EMA Pullback is a composite entry model rather than a single line. Three exponential moving averages set the context — a fast and a slow EMA define the immediate trend and a much slower 'regime' EMA confirms the bigger picture. The model only looks for longs when the stack is bullish and shorts when it is bearish.
Once the trend is aligned, it waits. Rather than buying strength, it waits for price to pull back toward the fast EMA within a configurable tolerance, then requires an ATR-gated trigger (the move back in-trend must clear a volatility threshold) before emitting long_signal or short_signal. A maximum-wait window cancels a stale setup if the pullback never resolves.
The benefit is selectivity: entries cluster at the start of trend continuations rather than chasing extended moves. The cost is missed trades when a trend runs without pulling back. The wait_long / wait_short outputs expose whether the model is currently staging a setup.
Example
BTC is above all three EMAs; price dips to the fast EMA, holds, then closes back up by more than the ATR gate — ema_pullback prints long_signal = 1 and the strategy enters.
How Noon Barbari uses EMA Pullback
Every concept here is implemented in the platform. Open the relevant docs or tool to see it in action.
Use EMA Pullback in noonbarbari →Related terms
- Indicators
Exponential moving average (EMA)
Weighted moving average that gives recent bars exponentially more weight.
- Indicators
Average true range (ATR)
Rolling average of the true range — the canonical volatility measure for stops.
- Market structure
Trend
A persistent directional drift in price — up, down, or sideways.
- Indicators
Moving average
A rolling average of price over a fixed window, used to smooth noise.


◆ EXERCISE REQUIREMENTS: Search the records for "direction" and copy each line that holds it.

***** RECORDED DATA

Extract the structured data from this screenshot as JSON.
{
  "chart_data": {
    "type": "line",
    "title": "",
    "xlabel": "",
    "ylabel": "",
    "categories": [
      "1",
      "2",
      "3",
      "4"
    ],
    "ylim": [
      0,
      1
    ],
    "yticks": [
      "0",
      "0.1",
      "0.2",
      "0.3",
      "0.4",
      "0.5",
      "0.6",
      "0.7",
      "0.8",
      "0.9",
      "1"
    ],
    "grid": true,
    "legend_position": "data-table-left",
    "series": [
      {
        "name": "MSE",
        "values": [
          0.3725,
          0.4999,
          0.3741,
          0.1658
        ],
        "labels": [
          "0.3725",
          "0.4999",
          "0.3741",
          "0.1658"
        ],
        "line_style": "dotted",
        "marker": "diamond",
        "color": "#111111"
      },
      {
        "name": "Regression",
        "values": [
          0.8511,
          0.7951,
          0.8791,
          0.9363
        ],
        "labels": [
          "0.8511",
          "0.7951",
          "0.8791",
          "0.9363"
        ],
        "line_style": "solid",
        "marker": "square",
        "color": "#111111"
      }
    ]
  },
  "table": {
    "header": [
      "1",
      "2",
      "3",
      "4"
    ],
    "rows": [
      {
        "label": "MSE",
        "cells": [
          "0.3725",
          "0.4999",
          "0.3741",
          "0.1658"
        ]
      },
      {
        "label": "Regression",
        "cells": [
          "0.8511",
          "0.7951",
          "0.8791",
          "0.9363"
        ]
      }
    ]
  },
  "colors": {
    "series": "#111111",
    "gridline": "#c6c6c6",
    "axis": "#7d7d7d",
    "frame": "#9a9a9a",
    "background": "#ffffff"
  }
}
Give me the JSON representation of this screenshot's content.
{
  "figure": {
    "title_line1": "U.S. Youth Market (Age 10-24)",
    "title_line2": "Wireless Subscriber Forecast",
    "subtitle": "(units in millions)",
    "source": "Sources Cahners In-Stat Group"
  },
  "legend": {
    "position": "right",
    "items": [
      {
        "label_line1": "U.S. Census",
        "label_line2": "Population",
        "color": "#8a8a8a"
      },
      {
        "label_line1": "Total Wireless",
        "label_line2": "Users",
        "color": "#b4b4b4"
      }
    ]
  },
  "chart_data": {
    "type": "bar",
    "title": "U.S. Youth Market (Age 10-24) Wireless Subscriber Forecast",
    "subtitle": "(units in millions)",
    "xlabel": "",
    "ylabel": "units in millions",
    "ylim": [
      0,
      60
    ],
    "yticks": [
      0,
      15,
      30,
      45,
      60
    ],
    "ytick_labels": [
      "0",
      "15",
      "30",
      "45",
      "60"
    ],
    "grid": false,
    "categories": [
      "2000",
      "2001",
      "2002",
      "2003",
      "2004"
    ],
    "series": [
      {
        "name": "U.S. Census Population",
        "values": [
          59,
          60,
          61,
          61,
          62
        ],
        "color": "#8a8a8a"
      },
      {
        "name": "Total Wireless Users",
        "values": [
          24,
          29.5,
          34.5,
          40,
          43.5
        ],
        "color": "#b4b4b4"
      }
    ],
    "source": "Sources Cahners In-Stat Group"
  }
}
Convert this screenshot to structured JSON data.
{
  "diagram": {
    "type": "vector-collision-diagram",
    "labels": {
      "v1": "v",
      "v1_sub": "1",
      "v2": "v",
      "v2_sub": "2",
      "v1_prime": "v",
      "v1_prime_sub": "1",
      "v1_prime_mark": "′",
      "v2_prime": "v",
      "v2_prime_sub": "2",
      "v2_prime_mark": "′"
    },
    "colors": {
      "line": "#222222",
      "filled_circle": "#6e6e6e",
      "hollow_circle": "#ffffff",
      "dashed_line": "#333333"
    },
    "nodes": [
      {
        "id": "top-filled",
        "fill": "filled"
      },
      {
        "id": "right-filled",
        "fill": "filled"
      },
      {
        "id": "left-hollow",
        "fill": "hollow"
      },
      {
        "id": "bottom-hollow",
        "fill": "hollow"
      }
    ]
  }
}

**********
***** RECORDED DATA

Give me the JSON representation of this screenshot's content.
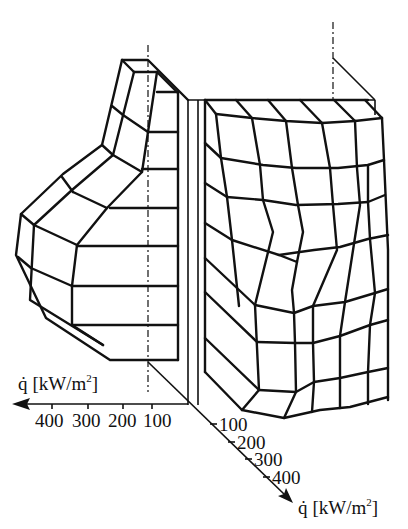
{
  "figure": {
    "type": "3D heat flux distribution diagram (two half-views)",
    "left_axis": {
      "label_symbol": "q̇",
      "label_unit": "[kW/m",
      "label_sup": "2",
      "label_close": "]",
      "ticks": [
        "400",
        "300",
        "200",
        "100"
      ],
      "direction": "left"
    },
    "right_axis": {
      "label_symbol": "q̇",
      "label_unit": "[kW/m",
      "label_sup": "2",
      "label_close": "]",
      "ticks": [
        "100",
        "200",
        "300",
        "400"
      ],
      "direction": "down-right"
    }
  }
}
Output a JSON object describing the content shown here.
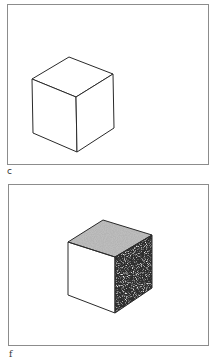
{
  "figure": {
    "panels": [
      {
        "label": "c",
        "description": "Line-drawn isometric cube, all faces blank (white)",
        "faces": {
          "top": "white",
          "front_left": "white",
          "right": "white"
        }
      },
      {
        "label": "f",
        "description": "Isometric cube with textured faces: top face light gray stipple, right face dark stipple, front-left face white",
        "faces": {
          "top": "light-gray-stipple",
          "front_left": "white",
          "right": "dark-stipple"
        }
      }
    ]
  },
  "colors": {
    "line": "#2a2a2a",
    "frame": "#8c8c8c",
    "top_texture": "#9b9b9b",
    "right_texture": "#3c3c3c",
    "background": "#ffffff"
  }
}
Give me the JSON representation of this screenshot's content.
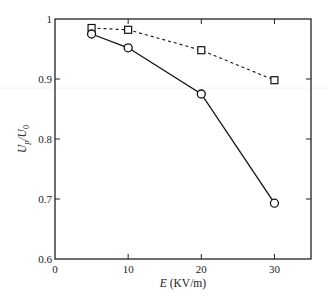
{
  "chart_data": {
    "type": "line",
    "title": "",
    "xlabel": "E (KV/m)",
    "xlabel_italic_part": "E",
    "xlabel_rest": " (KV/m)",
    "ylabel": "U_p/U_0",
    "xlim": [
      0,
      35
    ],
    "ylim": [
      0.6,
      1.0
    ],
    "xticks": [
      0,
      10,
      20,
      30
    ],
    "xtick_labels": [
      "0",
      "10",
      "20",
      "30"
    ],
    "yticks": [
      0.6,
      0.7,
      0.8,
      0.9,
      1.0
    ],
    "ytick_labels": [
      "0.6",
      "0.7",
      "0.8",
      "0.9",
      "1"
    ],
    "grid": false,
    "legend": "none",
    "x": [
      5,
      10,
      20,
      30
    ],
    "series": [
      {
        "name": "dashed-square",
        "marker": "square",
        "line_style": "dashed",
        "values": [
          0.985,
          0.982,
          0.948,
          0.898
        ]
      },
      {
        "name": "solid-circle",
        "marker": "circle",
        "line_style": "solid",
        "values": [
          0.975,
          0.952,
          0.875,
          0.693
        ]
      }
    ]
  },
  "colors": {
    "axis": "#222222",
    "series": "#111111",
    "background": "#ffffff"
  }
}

**********

◆ OUTPUT OF THE EXERCISE:
      "direction": "left"
      "direction": "down-right"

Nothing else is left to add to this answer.